The Magic Paintbrush
At a Glance
- Central figures: Ma Liang, a poor village boy with exceptional artistic talent, and a greedy landlord who rules the surrounding land.
- Setting: A small village in China; the story comes from Chinese folk tradition.
- The turn: An old man appears to Ma Liang in a dream and gives him a paintbrush that brings whatever it paints to life.
- The outcome: Ma Liang uses the brush to feed the hungry and supply the poor; when the landlord captures him and demands riches, Ma Liang paints a storm that capsizes the landlord’s boat, killing him.
- The legacy: The magic paintbrush remains as an image in Chinese folk memory - a symbol of how the gift was used only for others, never turned toward private gain.
Ma Liang could not afford a paintbrush. He drew in the dirt with sticks, traced figures on wet rocks with his finger, scraped outlines into the dust whenever he had a spare moment. He was young, he was poor, and his drawings were extraordinary. The village knew it. He knew it too.
He did not stop drawing. Year after year he practiced, and year after year he helped his neighbors - carrying water, sharing what little food he had, sitting with the sick. He wished for a brush the way some boys wish for land or gold. He wished for it so he could make things for people who had nothing.
The Old Man’s Gift
One night, a figure appeared at the edge of Ma Liang’s sleep - an old man, calm and unhurried, who extended a paintbrush without explanation and then was gone.
Ma Liang woke with the brush in his hand.
He painted a bird. It shook its wings and lifted off the wall and vanished through the window into the morning air. He stood holding the brush and watched it go.
After that he worked without rest. He painted grain sacks for families who had gone hungry through the last winter. He painted plows and hoes for farmers who were breaking ground with their bare hands. He painted coins, fish, bolts of cloth. The village changed in the weeks that followed - not dramatically, not all at once, but steadily, the way a field looks different once the rain has finally come. People stopped going without.
The Landlord’s Soldiers
Word traveled, as it always does. A landlord who controlled the surrounding land heard about the boy with the brush that painted real things, and he wanted it.
The landlord sent soldiers. They came to the village, took Ma Liang, and brought him to the landlord’s estate. The landlord sat behind a table piled with records and accounts and told Ma Liang what he wanted: gold. Mountains of it. Stacks of ingots. A treasure room full.
Ma Liang refused.
The landlord had him thrown into prison. The cell was cold and the food was poor and the walls were stone. Ma Liang waited.

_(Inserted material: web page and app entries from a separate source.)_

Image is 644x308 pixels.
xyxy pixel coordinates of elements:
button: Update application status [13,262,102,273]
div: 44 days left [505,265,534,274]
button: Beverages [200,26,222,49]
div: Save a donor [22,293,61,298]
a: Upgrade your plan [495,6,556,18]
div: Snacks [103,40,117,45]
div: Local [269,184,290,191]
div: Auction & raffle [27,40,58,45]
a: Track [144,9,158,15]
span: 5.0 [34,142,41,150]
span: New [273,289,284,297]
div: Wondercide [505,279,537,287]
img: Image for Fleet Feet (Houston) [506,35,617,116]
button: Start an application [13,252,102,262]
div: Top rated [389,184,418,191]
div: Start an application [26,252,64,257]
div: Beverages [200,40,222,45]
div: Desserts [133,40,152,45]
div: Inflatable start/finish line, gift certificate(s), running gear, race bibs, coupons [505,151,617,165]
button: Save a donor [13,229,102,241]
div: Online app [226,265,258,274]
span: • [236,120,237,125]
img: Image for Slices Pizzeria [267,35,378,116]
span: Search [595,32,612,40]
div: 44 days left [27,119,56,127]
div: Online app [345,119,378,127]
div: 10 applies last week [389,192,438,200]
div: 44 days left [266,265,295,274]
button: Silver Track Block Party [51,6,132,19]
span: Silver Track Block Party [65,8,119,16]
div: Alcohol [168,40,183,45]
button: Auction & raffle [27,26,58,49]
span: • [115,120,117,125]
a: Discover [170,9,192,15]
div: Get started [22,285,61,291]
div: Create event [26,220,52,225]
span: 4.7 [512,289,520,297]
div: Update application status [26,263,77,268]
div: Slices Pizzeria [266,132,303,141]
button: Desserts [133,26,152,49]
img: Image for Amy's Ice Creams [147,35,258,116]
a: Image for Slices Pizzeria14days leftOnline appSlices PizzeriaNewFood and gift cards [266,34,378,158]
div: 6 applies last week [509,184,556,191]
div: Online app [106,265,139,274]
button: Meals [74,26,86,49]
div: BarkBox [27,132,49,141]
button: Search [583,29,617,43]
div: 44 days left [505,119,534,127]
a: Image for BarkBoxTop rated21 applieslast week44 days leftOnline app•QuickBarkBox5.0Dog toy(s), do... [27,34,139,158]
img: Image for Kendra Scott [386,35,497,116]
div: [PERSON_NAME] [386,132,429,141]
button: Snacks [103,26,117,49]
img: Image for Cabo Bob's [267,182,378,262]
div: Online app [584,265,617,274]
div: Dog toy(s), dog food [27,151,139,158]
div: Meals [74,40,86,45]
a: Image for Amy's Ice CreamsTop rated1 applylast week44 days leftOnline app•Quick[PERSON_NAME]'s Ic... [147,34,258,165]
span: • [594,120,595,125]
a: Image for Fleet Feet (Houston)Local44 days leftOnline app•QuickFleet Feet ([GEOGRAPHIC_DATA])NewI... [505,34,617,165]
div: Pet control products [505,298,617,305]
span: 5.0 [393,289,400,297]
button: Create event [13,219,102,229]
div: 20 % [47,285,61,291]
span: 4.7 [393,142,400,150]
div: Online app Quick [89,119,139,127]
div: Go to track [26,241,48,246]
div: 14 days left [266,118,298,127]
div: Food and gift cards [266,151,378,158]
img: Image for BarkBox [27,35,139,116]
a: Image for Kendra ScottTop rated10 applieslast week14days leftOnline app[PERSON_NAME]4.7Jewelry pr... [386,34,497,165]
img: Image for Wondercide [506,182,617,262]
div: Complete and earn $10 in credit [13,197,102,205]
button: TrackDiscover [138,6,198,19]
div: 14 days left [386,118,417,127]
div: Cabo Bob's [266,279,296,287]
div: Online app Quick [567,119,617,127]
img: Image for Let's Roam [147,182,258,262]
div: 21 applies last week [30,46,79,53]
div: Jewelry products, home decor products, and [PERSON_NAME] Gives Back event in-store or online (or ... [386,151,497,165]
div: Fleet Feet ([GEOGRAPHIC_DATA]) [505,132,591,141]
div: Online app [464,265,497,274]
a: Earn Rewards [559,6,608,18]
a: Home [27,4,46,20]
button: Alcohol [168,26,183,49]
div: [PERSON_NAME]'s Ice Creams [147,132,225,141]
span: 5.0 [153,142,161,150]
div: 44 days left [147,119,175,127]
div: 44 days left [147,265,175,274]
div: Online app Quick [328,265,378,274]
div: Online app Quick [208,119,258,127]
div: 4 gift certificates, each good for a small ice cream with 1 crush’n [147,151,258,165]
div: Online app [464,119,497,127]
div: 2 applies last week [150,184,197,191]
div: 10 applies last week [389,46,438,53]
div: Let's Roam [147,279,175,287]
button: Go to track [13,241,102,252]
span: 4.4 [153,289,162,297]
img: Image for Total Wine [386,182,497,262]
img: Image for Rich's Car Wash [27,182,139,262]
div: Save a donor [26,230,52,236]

The landlord waited too, and impatience got the better of him. He sent a guard to the cell with an order: paint what I asked for, or stay here until you rot.
The Ocean
Ma Liang picked up the brush.
He did not paint gold. He painted an ocean - wide, grey-green, stretching to a horizon the landlord could see from his window but not touch. The landlord came to the prison himself, furious, demanding to know what use an ocean was to anyone.
Ma Liang said nothing.
The landlord paced. He looked at the water. Somewhere out there, he decided, past the painted waves, there must be an island with the gold Ma Liang had refused to paint directly. He ordered Ma Liang to paint a boat.
Ma Liang painted a boat. It was solid, and it sat correctly in the water, and the landlord boarded it with a company of his men and told them to row.
The Storm
When they were well out from shore, Ma Liang painted wind.
A few strokes. The surface of the ocean changed. Whitecaps formed, and then swells, and then the sky behind them went dark and the waves grew steep. The boat tilted. The landlord shouted orders. The men scrambled and pulled at the oars and accomplished nothing. The hull went sideways against a crest and the sea took it.
The landlord and his soldiers did not come back.
The Return
Ma Liang walked home. He was still carrying the brush.
He went back to painting for the village. Food, tools, seed for the next planting season. He never painted anything for himself - not a larger house, not finer clothes, not anything that would have set him apart from the people he lived among. The brush stayed in his hand, and his hand stayed busy, and the village continued to change in the way it had before: quietly, steadily, one painted thing at a time.